Emma Hyde-Pruitt could have lived a life of incredible luxury. Born into one of London's top-hat families in the 1860s, she was destined to take her place among the fashionable set at Ascot. When she was seventeen, a fabulously wealthy duke asked for her hand in marriage. But the strong-willed young woman shocked the tony set by rejecting her suitor, for she had a far more important mission in mind.
As a young girl, Emma had ridden in her carriage through the mean streets of London's slums. There she had seen the children in their tattered rags, their emaciated bodies desperate for a few morsels. She gave what monies she could as a child, but as she grew older, she knew that it would not be enough. She could feed a few children for a few days, but what she really wanted to do was change their lives. So Emma Hyde-Pruitt did what no other woman of her social standing had ever done--she attended teaching college and eventually gained her license to teach!
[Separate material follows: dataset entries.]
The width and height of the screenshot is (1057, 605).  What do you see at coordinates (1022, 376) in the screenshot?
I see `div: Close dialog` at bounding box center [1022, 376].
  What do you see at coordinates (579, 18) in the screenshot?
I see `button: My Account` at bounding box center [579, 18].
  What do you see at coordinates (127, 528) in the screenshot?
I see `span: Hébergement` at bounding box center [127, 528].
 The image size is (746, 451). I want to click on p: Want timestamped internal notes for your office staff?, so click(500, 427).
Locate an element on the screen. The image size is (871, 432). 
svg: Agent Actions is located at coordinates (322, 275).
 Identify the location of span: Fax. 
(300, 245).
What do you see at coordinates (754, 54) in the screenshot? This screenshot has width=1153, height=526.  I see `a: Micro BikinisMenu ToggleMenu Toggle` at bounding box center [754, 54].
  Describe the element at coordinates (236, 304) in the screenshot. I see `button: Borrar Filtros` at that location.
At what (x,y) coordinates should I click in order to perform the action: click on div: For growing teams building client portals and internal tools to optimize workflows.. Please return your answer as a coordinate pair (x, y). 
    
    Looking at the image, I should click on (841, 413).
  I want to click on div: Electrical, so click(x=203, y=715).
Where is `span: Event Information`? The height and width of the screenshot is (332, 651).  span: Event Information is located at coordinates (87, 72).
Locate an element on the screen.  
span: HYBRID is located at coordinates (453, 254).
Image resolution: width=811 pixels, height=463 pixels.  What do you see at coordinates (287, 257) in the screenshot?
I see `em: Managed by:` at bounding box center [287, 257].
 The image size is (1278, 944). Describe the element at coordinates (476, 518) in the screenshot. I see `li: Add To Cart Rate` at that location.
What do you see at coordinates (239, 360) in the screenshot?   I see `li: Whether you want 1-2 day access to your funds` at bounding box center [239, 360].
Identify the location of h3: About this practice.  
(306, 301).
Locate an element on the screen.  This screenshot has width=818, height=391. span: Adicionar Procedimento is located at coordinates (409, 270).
Day and night she would roam London's dangerous "throat-cutter" alleys, gathering groups of children to teach them to read and write. If she could educate but a few, she knew, she could provide hope for all of them. Forsaking her fashionable life, Emma Hyde-Pruitt became a fixture in the slums.
When the public learned of her noble deeds, she became one of the most beloved people in London, "the Angel of the Alleys."Emma had but one dream for herself. As she was growing up, she would sit upon her father's knee, and he would regale her with tales of the great queens of the ocean, the fleet Atlantic liners. To sail one day aboard one of these great ships remained her lifelong wish; but with the family fortune given away to the needy, she knew that would never be possible.
Or so she thought. As Emma Hyde-Pruitt approached her fiftieth birthday, her students, young and old, began pooling their money for a grand surprise. Hundreds of them gave what pittance they could, a farthing here, half a sixpence there, but they all gave. And on the occasion of her fiftieth birthday, hundreds of people whose lives she had changed gathered around as she was given the gift of their love for her: a first-class ticket on the maiden voyage of the Titanic.